Vanier Reflections, Community and Growth, ch.1

Three ideas from the first section of Community and Growth:  “Community as belonging”  (13-18)

(1)  To be human is to long for community.  Our longing for community begins in utero.  The minute we are born, we long for and seek the connection we had with our mothers in the womb.  The family is the first community of which we are a part.  As children, if we feel that we belong to that first community, we will be well-positioned to be part of other communities.  If we don’t feel part of that first family community, the yearning for community/belonging doesn’t go away, it simply gets buried.

(2)  The individualism and competitiveness of Western culture is a significant challenge to building community.  Vanier tells this story.  “Rene Lenoir, in Les Exclus, says that if a prize is offered for the first to answer a question in a group of Canadian Indian children, they all work out the answer together and shout it out at the same time.  They couldn’t bear one to win, leaving the rest as losers.  The winner would be separated from his brothers and sisters, he would have won the prize but lost community,” (16).  Seems impossible to imagine, doesn’t it?

(3)  Belonging to a community is the foundation of doing good in the world.  Of one’s community, one’s “people,” Vanier writes:  “It means that they are mine as I am theirs.  There is a solidarity between us.  What touches them, touches me.  And when I say ‘my people,’ I don’t imply that there are others I reject.  My people is my community, made up of those who know me and carry me.  They are a springboard towards all humanity.  I cannot be a universal brother or sister unless I first love my people,” (17).

About reallifepastor

I'm a pastor who's working out her faith...just like everyone else.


All that is needed is the lines from the one containing "Identify the location of span: Time." through the end of the listing, printed exactly, with no pictures among them.

= = = =

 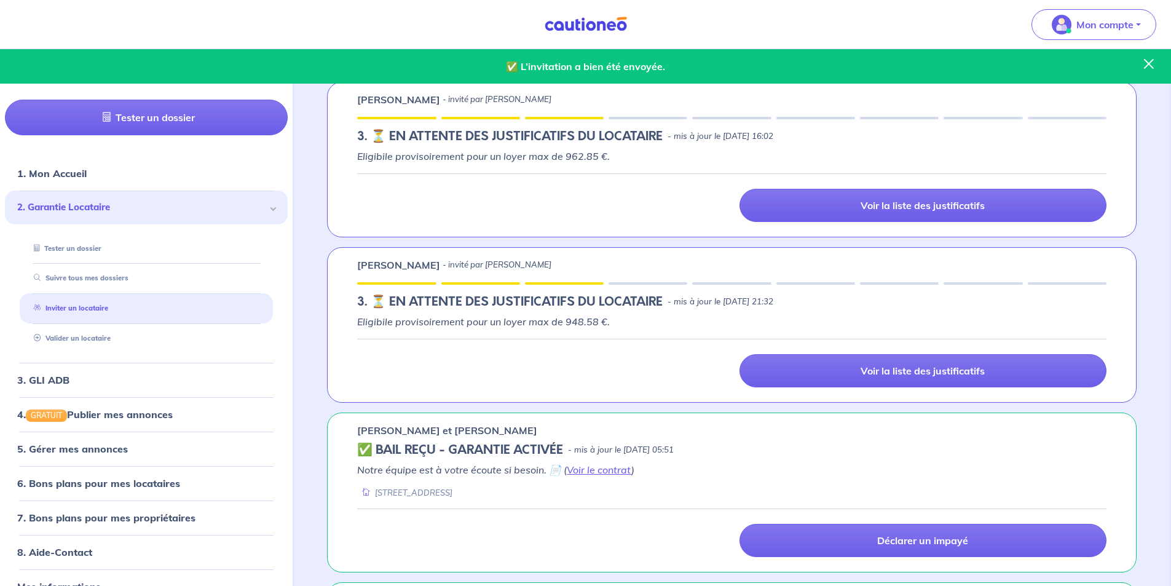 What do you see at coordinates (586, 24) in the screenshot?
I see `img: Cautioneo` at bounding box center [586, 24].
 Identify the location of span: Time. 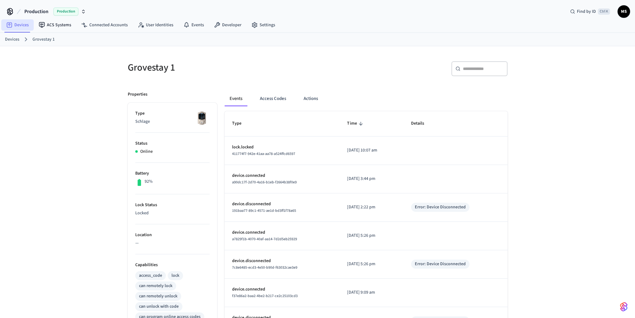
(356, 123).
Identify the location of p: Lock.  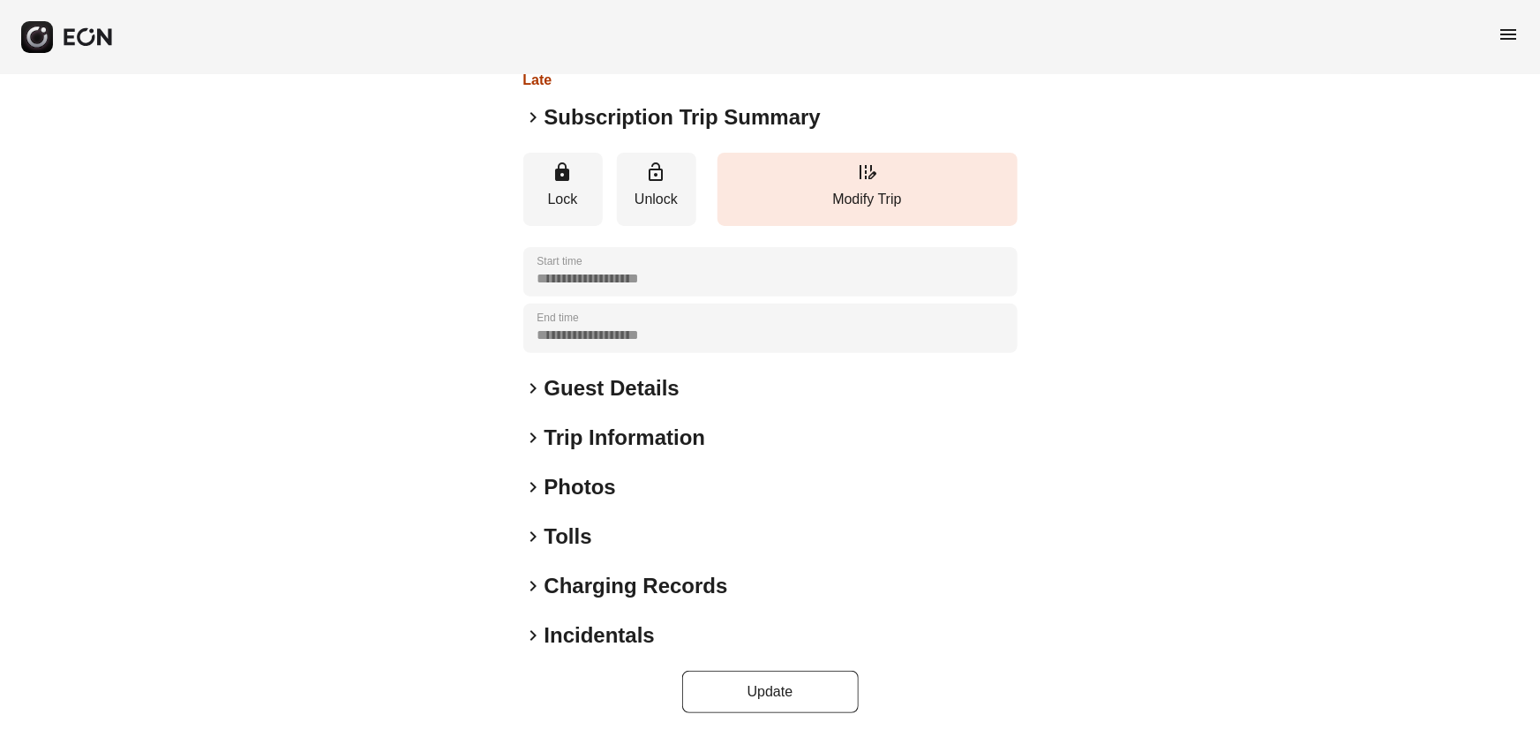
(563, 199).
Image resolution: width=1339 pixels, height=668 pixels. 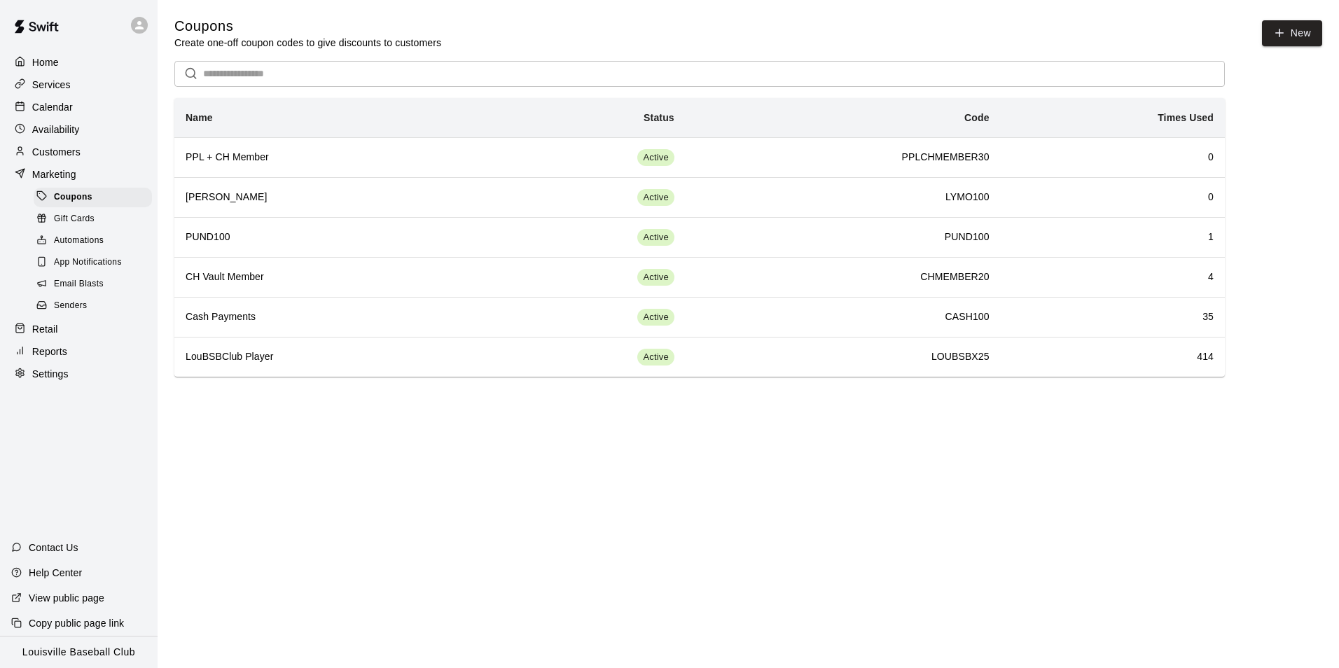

= = = =

__EXPECTED OUTPUT__
 Identify the location of span: Time. 
(356, 123).
Identify the location of p: Lock.  
(563, 199).
Image resolution: width=1339 pixels, height=668 pixels. 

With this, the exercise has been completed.